The implications for corporate strategy are significant. Communities are not peripheral stakeholders; they are integral components of economic systems. Their stability shapes workforce reliability, supply chain continuity and market development. Investments that strengthen community resilience, whether through climate adaptation, water systems or disaster preparedness, have direct and measurable business returns. They reduce operational volatility, protect productivity and enhance long-term market viability. This reframes ESG as a catalyst for long-term business resilience and sustainable value creation.

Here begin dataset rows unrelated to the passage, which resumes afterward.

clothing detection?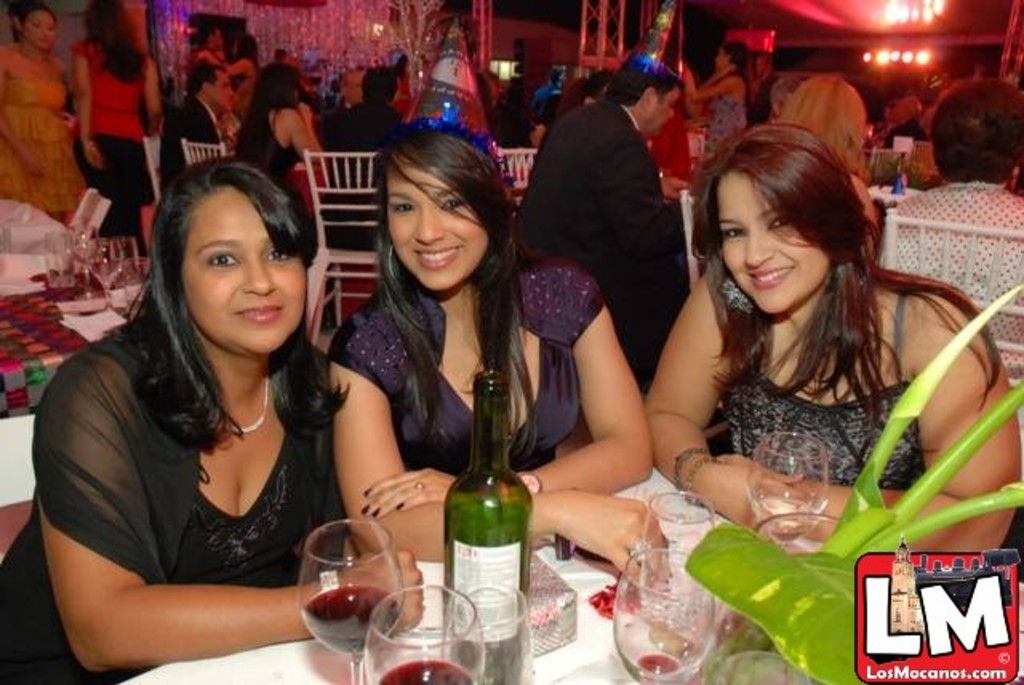
rect(691, 246, 923, 493)
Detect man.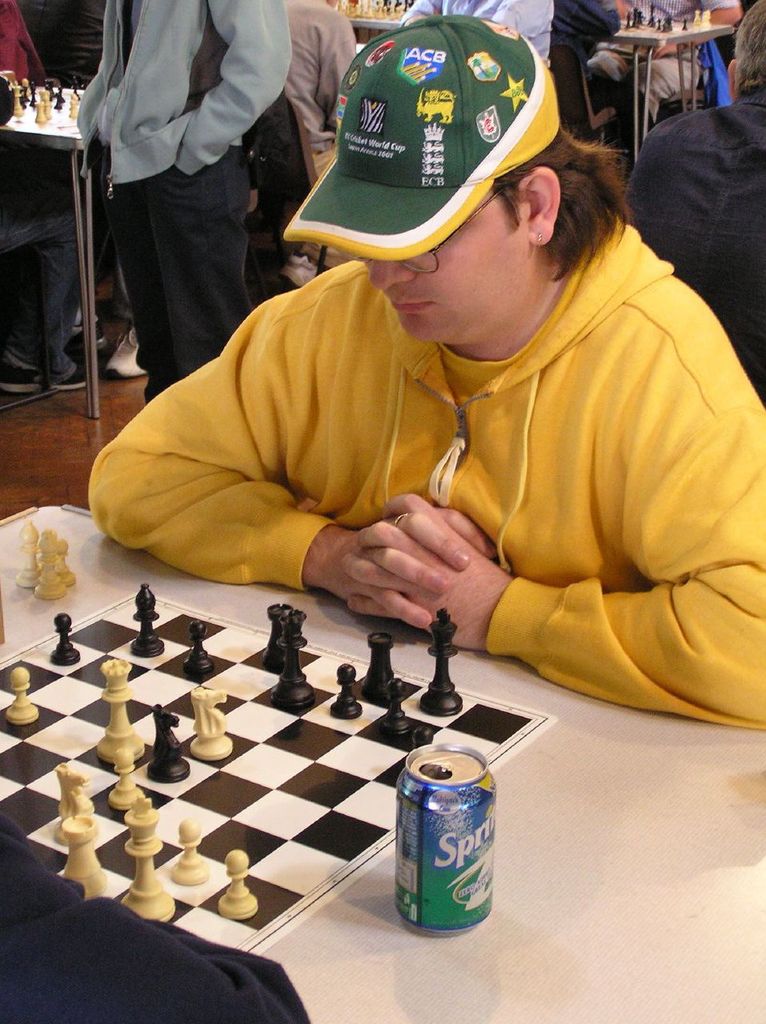
Detected at <region>283, 0, 358, 272</region>.
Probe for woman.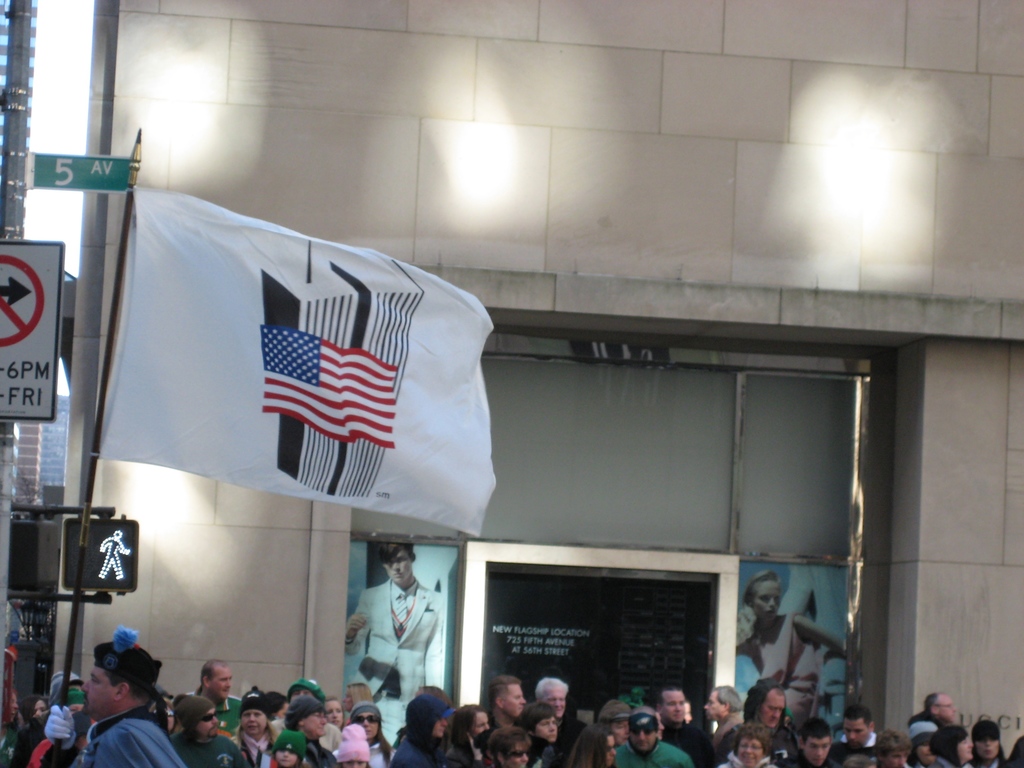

A Key Driver of Future Value

One area where this shift is particularly evident is in youth engagement. Across East Asia, younger populations are already experiencing the effects of environmental and economic change. They are also increasingly active in shaping responses to these challenges, from local climate initiatives to community-led research. For companies, engaging with this demographic is an investment in future workforce capability, innovation and consumer markets. In a region defined by demographic transition and rapid urbanisation, this represents a critical, and often underutilised, source of long-term value.

The Role of Partnerships

Delivering this kind of impact requires complementary capabilities that are best achieved through collaboration. Businesses bring capital, scale and operational expertise. Communities bring contextual knowledge and ownership. NGOs contribute long-term presence, trust and implementation capacity. When these elements are aligned, ESG strategies become more than a set of commitments. They become mechanisms for sustained, system-level change. This is particularly important in complex environments, where isolated interventions are unlikely to hold under stress.

A Defining Test for ESG

The next phase of ESG will be defined less by the rigour of reporting frameworks and more by their ability to translate into resilience. In an era of compounding risks, the most relevant question for corporate leaders is no longer how ESG performance is measured, but how effectively it strengthens the environments in which businesses operate. This requires a shift in perspective - from internal optimisation to investment in the broader systems, including communities, that enable business continuity and growth. Ultimately, the durability of any business depends on the stability of the ecosystems that surround it. And those ecosystems at their core, are human.

About the Author

Winnie Khor, Regional Senior Advisor, Resource Development, World Vision East Asia 

Winnie Khor brings over 20 years of leadership experience across major multinational corporations, including PepsiCo Inc., Johnson & Johnson, Nike, The Coca-Cola Company, and Colgate-Palmolive. She has led global and regional teams, delivering market growth while building cross-cultural fluency through roles across Asia and the United States. Transitioning from the private sector, Winnie now serves with World Vision, a global humanitarian organization focusing on sustainable, community-driven development. She partners with diverse stakeholders to address complex challenges such as climate change, food insecurity, and economic vulnerability.